Will's friend Ethan is spending the night tonight. I picked up both boys after school, and they've been playing nonstop ever since (it's 8 p.m. now), with a brief break for pizza eating.
Having a sleepover guest in the house made me start thinking about how different families have different sleepover styles. We tend to take a hands-off approach when the boys have friends spend the night. Jack and his friends are marathon gamers, so they hole up in Jack's room with their computers and have at it. Will's buddies like to play--board games, sports, rolling around on the floor type frolicking--with an occasional movie or televised sports event thrown in. Either way, the Man and I usually show our faces from time to time, order pizzas, and enforce bedtimes. Otherwise, we leave them alone.

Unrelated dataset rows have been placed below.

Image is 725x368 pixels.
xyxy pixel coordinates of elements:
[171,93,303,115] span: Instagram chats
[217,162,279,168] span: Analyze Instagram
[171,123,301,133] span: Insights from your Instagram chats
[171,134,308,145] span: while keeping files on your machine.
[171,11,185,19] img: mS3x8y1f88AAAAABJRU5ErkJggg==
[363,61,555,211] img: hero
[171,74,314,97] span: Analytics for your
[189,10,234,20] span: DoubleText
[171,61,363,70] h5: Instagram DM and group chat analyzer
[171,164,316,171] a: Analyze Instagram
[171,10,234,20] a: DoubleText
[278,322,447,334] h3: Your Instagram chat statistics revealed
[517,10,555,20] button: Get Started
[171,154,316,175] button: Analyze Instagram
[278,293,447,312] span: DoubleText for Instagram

But I remember as a kid attending sleepovers that were really invitations to join someone else's family for awhile. You were asked to help set the table before dinner, you ate whatever the mom was cooking that night, and after dinner you might play a game of Monopoly with the whole clan. You didn't get to spend private time with your friend until bedtime, but somehow that private time was more special than if you'd gone off on your own all evening. You'd earned it.
When I was a young adult in college, I spent several minor breaks and holidays at friends' houses (I went to college in North Carolina, and my parents lived in Texas, much too far away to drive for only a few days), and that's when I was most involved with other people's families. Parents would sit down to have serious conversations with you about your future plans (for some reason, this was much less irritating than when your own parents wanted to have those conversations with you), and after dinner you might go out to a bar or a club with your friends' siblings. For a few short days you felt intimately connected with these families, witnessed their dramas, did their dishes (I had a reputation as a good house guest, in case you were wondering), walked their dogs.

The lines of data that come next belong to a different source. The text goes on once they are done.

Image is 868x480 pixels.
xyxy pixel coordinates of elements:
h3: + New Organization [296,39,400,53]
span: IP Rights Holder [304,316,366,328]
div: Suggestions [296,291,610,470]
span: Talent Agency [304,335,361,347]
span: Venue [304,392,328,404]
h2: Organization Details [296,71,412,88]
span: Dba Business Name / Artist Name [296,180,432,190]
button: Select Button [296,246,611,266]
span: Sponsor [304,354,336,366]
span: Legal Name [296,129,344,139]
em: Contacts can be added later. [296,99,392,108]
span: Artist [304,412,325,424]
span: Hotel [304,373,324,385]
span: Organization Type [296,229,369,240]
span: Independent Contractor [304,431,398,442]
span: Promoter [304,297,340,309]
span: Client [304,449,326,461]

The big deal about sleepovers when I was a kid was how different other people's houses smelled, how foreign other families' habits were. As I got older, the exciting thing about staying at friends' houses was seeing how people who seemed outwardly a lot like me could have very different ways from my own. Other families' habits seemed exotic, thrilling. My father turned on easy listening radio first thing in the morning; what an eye-opener to stay with a family whose father turned on Mozart.
I hope Ethan has a nice time tonight. I hope he doesn't think our house smells too weird. It's nice having him here. That's the flip side, as an adult. You have a kid spend the night, and all the sudden you're looking at your life through his eyes. What does he see? A house where tidiness is not prized, surely, but also, hopefully, a place where people are creative and have hobbies and listen to music and like to laugh. I hope he sees that, too.
An Ex-Friend of a Friend
37 minutes ago
8 comments:
What great thinking, Frances. I'm sure you were an amazing house guest!
I loved reading this. I took me back to my sleepover days when I helped with the dishes and listened to the dad of the family tell about his mini-airplane collections or about another dad's latest veterinary experience. I enjoyed it. I enjoyed this.
Jody
To be a 'real' sleepover, it is important to share your friend's bedroom and spend much of the night in pointless ocnversations.
But the being 'part of the whole family'thing is, as you say, important too. It helps you learn to relate to other adults outside your own family, and accept that other people do life differently.
hope you ALL had fun! weekend blessings
This post sent me down memory lane. Yes. A huge part of the experience of a sleepover WAS getting to be a part of another family and seeing how they do it. Eating dinner together almost always happened. I admit now to opening drawers and peaking in closets, smelling shampoo bottles. It was so exciting to me to be a visitor in another world. I don't know if I was looking for a Narnian porthole, but it felt that full of possibility to me.
My parents were very much like you when we had sleepovers, my friends and I would play in my room stopping only for short dinner and snack breaks as well.
My best friend had parents who would not allow sleepovers. Her dad always claimed we had our own beds and we didn't need to sleep over and since we lived in the same neighborhood, he said if we wanted to spend that much time together we could just get up really early on Sat and hang out!
This is a lovely post and I immediately remembered my sleepovers in my friend Jini's house in the 1970s, she was Pakistani and their house seemed so fun, sitting on the floor, eating with fingers, staying up late and singing Diana Ross with all her 6 big sisters! thanks for bringing the memories out!
I used to love having sleepovers at my friends' homes because mostly they lived in children's hostels through the school term. Oh how I loved to experience a household where there was more than one girl and lots going on. How I wished my father would be stationed is some out of the way place and I would get to live in a hostel through the school term. I'm sure my friends would have preferred being home with their parents!
I'm with Danielle- loved poking about- though it was never on sleepovers. I don't think they existed- first and only one I went to was in early adult years! Maybe everyone knew I loved poking about? I'm gutted that you got two posts out before I commented on this one. Bloomin' time differences!